Spoken Language Understanding SLU and Natural Language Understanding NLU aim to help machines understand human language. The main difference is the input data type. SLU deals with understanding speech, whereas NLU deals with understanding text. NLU is a part of SLU whether it’s trained independently or not.
Research on NLU started in the 1960s: Bobrow’s Ph.D. dissertation Weizenbaum’s ELIZA, a mock psychotherapist chatbot, and Winograd’s SHRDLU are the pioneer works in this space. SLU’s popularity started with the recent advances in speech recognition powered by deep learning. The query “spoken language” returns over 1000 studies on both Amazon and Microsoft research publications websites.
The conventional SLU processes utterances in two steps - Speech-to-Text (STT) first, then NLU. Once STT transcribes the speech to text, NLU extracts meaning by processing the transcribed text. The performance relies on independently trained STT and NLU modules. If STT returns erroneous output, then it leads to incorrect NLU predictions. Hence machines cannot capture what humans say. Many voice applications, including voice assistants - Alexa, Siri, and Google use this approach.
The modern SLU uses an end-to-end model instead of two distinct components. Developers train STT and NLU jointly, resulting in higher accuracy.
Picovoice calls this Speech-to-Intent as it infers users’ intents directly from speech. Amazon calls it FANS - Fusing ASR and NLU for SLU.
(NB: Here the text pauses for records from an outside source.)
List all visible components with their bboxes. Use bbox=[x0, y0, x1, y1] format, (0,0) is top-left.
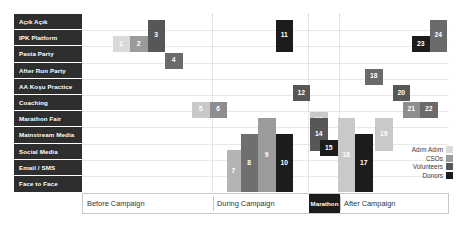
data-cell[interactable]: 9 bbox=[258, 118, 276, 192]
legend-swatch bbox=[446, 172, 453, 179]
gridline bbox=[82, 79, 449, 80]
legend-item[interactable]: Volunteers bbox=[413, 163, 453, 170]
data-cell[interactable]: 12 bbox=[293, 85, 311, 101]
data-cell[interactable]: 6 bbox=[210, 102, 228, 118]
data-cell[interactable]: 15 bbox=[320, 140, 338, 156]
y-axis-row-label: Açık Açık bbox=[14, 14, 82, 30]
y-axis-row-labels: Açık AçıkIPK PlatformPasta PartyAfter Ru… bbox=[14, 14, 82, 192]
legend-item[interactable]: CSOs bbox=[426, 155, 453, 162]
data-cell[interactable]: 17 bbox=[355, 134, 373, 192]
x-axis-section-during-campaign[interactable]: During Campaign bbox=[213, 194, 309, 213]
legend: Adım AdımCSOsVolunteersDonors bbox=[412, 146, 453, 179]
data-cell[interactable]: 19 bbox=[375, 118, 393, 151]
legend-item[interactable]: Adım Adım bbox=[412, 146, 453, 153]
data-cell[interactable]: 24 bbox=[430, 20, 448, 53]
x-axis-divider bbox=[340, 196, 341, 211]
y-axis-row-label: IPK Platform bbox=[14, 30, 82, 46]
legend-swatch bbox=[446, 146, 453, 153]
phase-separator bbox=[308, 14, 310, 192]
x-axis-section-after-campaign[interactable]: After Campaign bbox=[340, 194, 450, 213]
x-axis-divider bbox=[213, 196, 214, 211]
gridline bbox=[82, 30, 449, 31]
data-cell[interactable]: 11 bbox=[276, 20, 294, 53]
legend-swatch bbox=[446, 155, 453, 162]
data-cell[interactable]: 1 bbox=[113, 36, 131, 52]
campaign-touchpoint-chart: Açık AçıkIPK PlatformPasta PartyAfter Ru… bbox=[0, 0, 463, 228]
y-axis-row-label: Face to Face bbox=[14, 176, 82, 192]
data-cell[interactable]: 7 bbox=[227, 150, 241, 192]
y-axis-row-label: Marathon Fair bbox=[14, 111, 82, 127]
y-axis-row-label: Email / SMS bbox=[14, 160, 82, 176]
y-axis-row-label: Pasta Party bbox=[14, 46, 82, 62]
x-axis-section-before-campaign[interactable]: Before Campaign bbox=[83, 194, 213, 213]
y-axis-row-label: Social Media bbox=[14, 144, 82, 160]
y-axis-row-label: Mainstream Media bbox=[14, 127, 82, 143]
data-cell[interactable]: 5 bbox=[192, 102, 210, 118]
data-cell[interactable]: 20 bbox=[393, 85, 411, 101]
legend-label: CSOs bbox=[426, 155, 443, 162]
data-cell[interactable]: 16 bbox=[338, 118, 356, 192]
data-cell[interactable]: 3 bbox=[148, 20, 166, 53]
y-axis-row-label: AA Koşu Practice bbox=[14, 79, 82, 95]
data-cell[interactable]: 21 bbox=[403, 102, 421, 118]
data-cell[interactable]: 4 bbox=[165, 53, 183, 69]
legend-label: Adım Adım bbox=[412, 146, 443, 153]
x-axis: Before CampaignDuring CampaignMarathonAf… bbox=[82, 193, 449, 214]
data-cell[interactable]: 23 bbox=[412, 36, 430, 52]
x-axis-section-marathon[interactable]: Marathon bbox=[309, 194, 340, 213]
legend-item[interactable]: Donors bbox=[422, 172, 453, 179]
data-cell[interactable]: 2 bbox=[130, 36, 148, 52]
legend-label: Donors bbox=[422, 172, 443, 179]
legend-label: Volunteers bbox=[413, 163, 443, 170]
gridline bbox=[82, 111, 449, 112]
gridline bbox=[82, 63, 449, 64]
data-cell[interactable]: 22 bbox=[420, 102, 438, 118]
data-cell[interactable]: 8 bbox=[241, 134, 259, 192]
y-axis-row-label: Coaching bbox=[14, 95, 82, 111]
y-axis-row-label: After Run Party bbox=[14, 63, 82, 79]
data-cell[interactable]: 18 bbox=[365, 69, 383, 85]
plot-area: 123456789101112131415161718192021222324 bbox=[82, 14, 449, 192]
legend-swatch bbox=[446, 163, 453, 170]
data-cell[interactable]: 10 bbox=[276, 134, 294, 192]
The answer is “it depends.” It depends on the availability of corpora and information. If available, then the answer is modern end-to-end SLU. If not, then the conventional SLU. Text-based understanding (NLU) has been around longer than speech-based understanding (SLU). Thus, it has richer datasets.
For domain-specific applications such as IVR systems, menu navigation on a website, or ordering food at a QSR, the modern end-to-end SLU is preferable. Nobody would discuss the meaning of life with a voice assistant while ordering a hamburger. For open-domain use cases such as voice assistants like Alexa, conventional -cascading SLU works better given the variety of topics they cover. One can discuss the meaning of life with Alexa - although there are better options.
Rasa: Rasa is an open-source NLU engine that processes text inputs. The core software is free, and Rasa offers paid support and consulting services. Anyone can choose a speech-to-text service, and run Rasa on transcribed text.
Snips: Snips is an open-source SLU engine that uses the conventional method. Snips no longer maintains it after being acquired by Sonos. Yet the repo is still available on GitHub and used by developers.
Wit.ai: Wit.ai is a free platform and now requires a Facebook account after being acquired by Facebook. If one doesn’t (want to) have a Facebook account or deletes it, then they cannot use Wit.
Dialogflow: Google, after the API.ai acquisition, named it Dialogflow and offers both chatbot and voicebot tools under the same name. It uses the conventional approach. Dialogflow records and sends voice data to Google’s servers for transcription and then processes transcribed text. It charges based on usage.
Lex: Amazon’s Lex is an AWS offering. Like Dialogflow, Lex offers text and voice capabilities, uses the conventional approach, and transcribes speech and understanding separately in its cloud. It charges based on usage.
Rhino: Picovoice’s Rhino is an SLU engine that uses the end-to-end approach and infers intents and intent details directly from speech. Rhino is voice-based and does not support text-based services. It charges based on the number of users and offers unlimited interactions per user.